The classical natural wonders are huge and hard to miss – vast canyons, giant mountains and the like. Many of the most fantastic natural phenomena, however, are also least easy to spot. Some are incredibly rare while others are located in hard-to-reach parts of the planet. From moving rocks to mammatus clouds and red tides to fire rainbows, here are seven of the most spectacular phenomenal wonders of the natural world.


SAILING STONES

Sailing Stones

The mysterious moving stones of the packed-mud desert of Death Valley have been a center of scientific controversy for decades. Rocks weighing up to hundreds of pounds have been known to move up to hundreds of yards at a time. Some scientists have proposed that a combination of strong winds and surface ice account for these movements. However, this theory does not explain evidence of different rocks starting side by side and moving at different rates and in disparate directions. Moreover, the physics calculations do not fully support this theory as wind speeds of hundreds of miles per hour would be needed to move some of the stones.

COLUMNAR BASALT

Columnar Basalt

When a thick lava flow cools it contracts vertically but cracks perpendicular to its directional flow with remarkable geometric regularity – in most cases forming a regular grid of remarkable hexagonal extrusions that almost appear to be made by man. One of the most famous such examples is the Giant’s Causeway on the coast of Ireland (shown above) though the largest and most widely recognized would be Devil’s Tower in Wyoming. Basalt also forms different but equally fascinating ways when eruptions are exposed to air or water.

BLUE HOLES

Blue Holes

Blue holes are giant and sudden drops in underwater elevation that get their name from the dark and foreboding blue tone they exhibit when viewed from above in relationship to surrounding waters. They can be hundreds of feet deep and while divers are able to explore some of them they are largely devoid of oxygen that would support sea life due to poor water circulation – leaving them eerily empty. Some blue holes, however, contain ancient fossil remains that have been discovered, preserved in their depths.

RED TIDES

Red Tides

Red tides are also known as algal blooms – sudden influxes of massive amounts of colored single-cell algae that can convert entire areas of an ocean or beach into a blood red color. While some of these can be relatively harmless, others can be harbingers of deadly toxins that cause the deaths of fish, birds and marine mammals. In some cases, even humans have been harmed by red tides though no human exposure are known to have been fatal. While they can be fatal, the constituent phytoplankton in ride tides are not harmful in small numbers.

ICE CIRCLES

Ice Circles

While many see these apparently perfect ice circles as worthy of conspiracy theorizing, scientists generally accept that they are formed by eddies in the water that spin a sizable piece of ice in a circular motion. As a result of this rotation, other pieces of ice and flotsam wear relatively evenly at the edges of the ice until it slowly forms into an essentially ideal circle. Ice circles have been seen with diameters of over 500 feet and can also at times be found in clusters and groups at different sizes as shown above.

MAMMATUS CLOUDS

Mammatus Clouds

True to their ominous appearance, mammatus clouds are often harbingers of a coming storm or other extreme weather system. Typically composed primarily of ice, they can extend for hundreds of miles in each direction and individual formations can remain visibly static for ten to fifteen minutes at a time. While they may appear foreboding they are merely the messengers – appearing around, before or even after severe weather.

FIRE RAINBOWS

Fire Rainbows

A circumhorizontal arc (properly a circumhorizon arc and never the recent uninformed and misleading term ‘fire rainbow’) is an optical phenomenon. It is not a rainbow, it is an ice-halo formed by ice crystals in high level cirrus clouds.

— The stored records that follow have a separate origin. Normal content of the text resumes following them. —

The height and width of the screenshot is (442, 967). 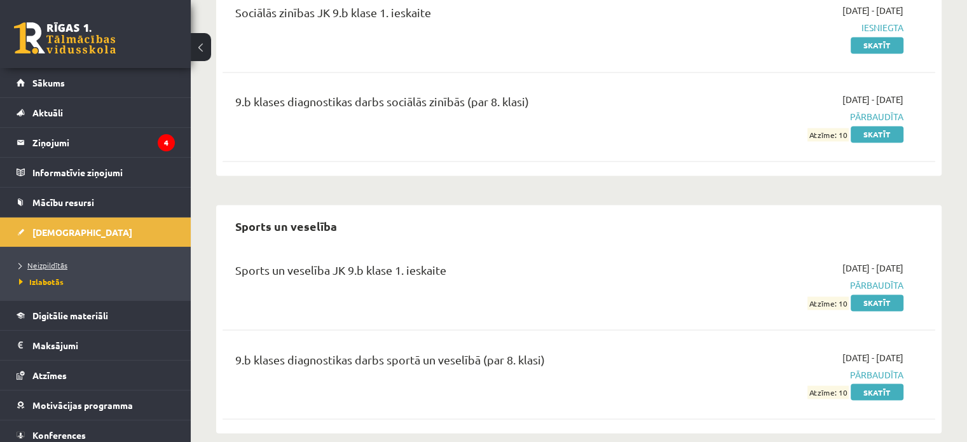 I want to click on a: Aktuāli, so click(x=95, y=112).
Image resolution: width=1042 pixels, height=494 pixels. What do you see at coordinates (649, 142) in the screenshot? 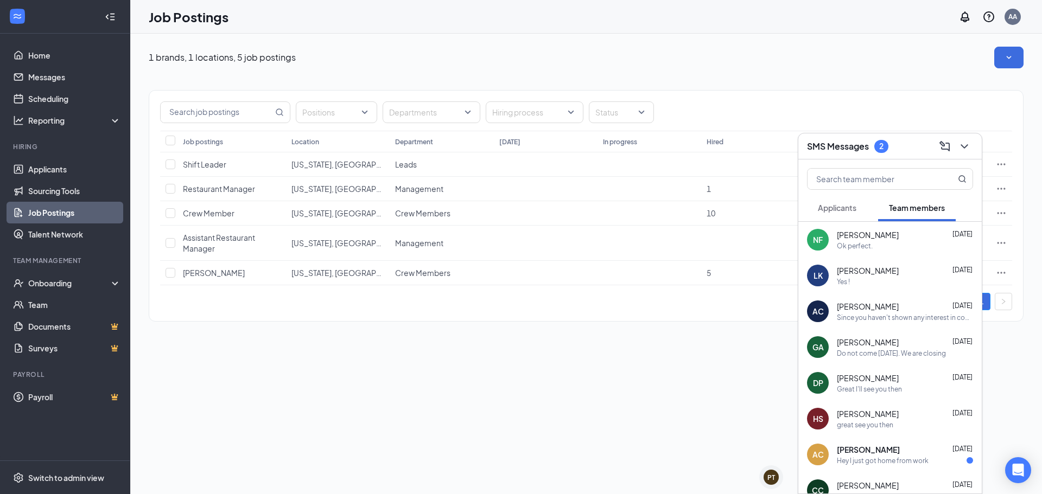
I see `th: In progress` at bounding box center [649, 142].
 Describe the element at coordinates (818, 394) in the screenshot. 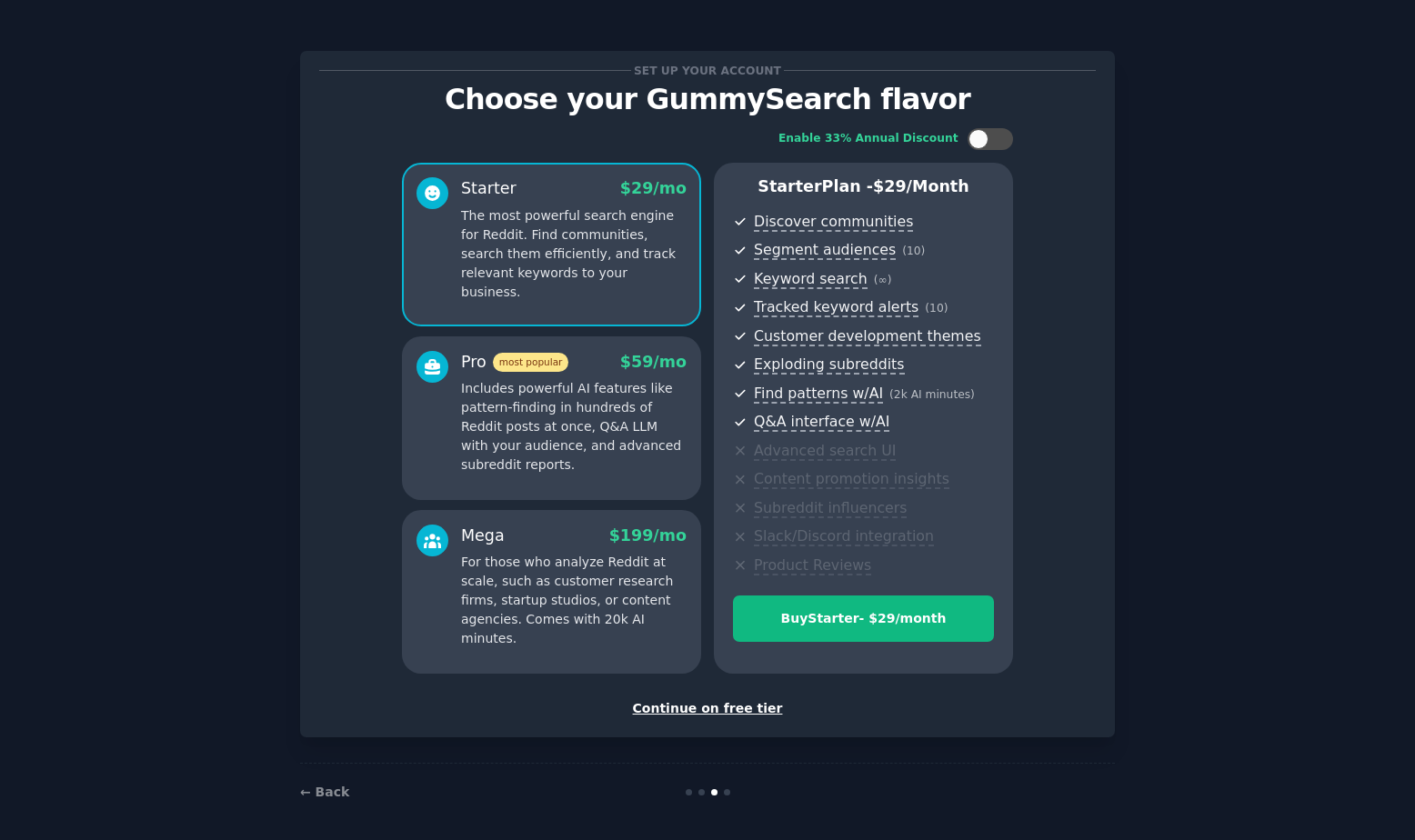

The complete halo is a huge and beautiful multi-coloured band running parallel to the horizon with its center beneath the sun. The distance below the sun is twice as far as the common 22-degree halo. Red is the uppermost colour. Often, when the halo forming cloud is small or patchy, only fragments of the arc are seen.

There is a myth that the halo is rare. How often it is seen depends on location and in particular latitude. In the United States it is a relatively common halo seen several times each summer in any one place. In contrast, it is rare in mid-latitude and northern Europe.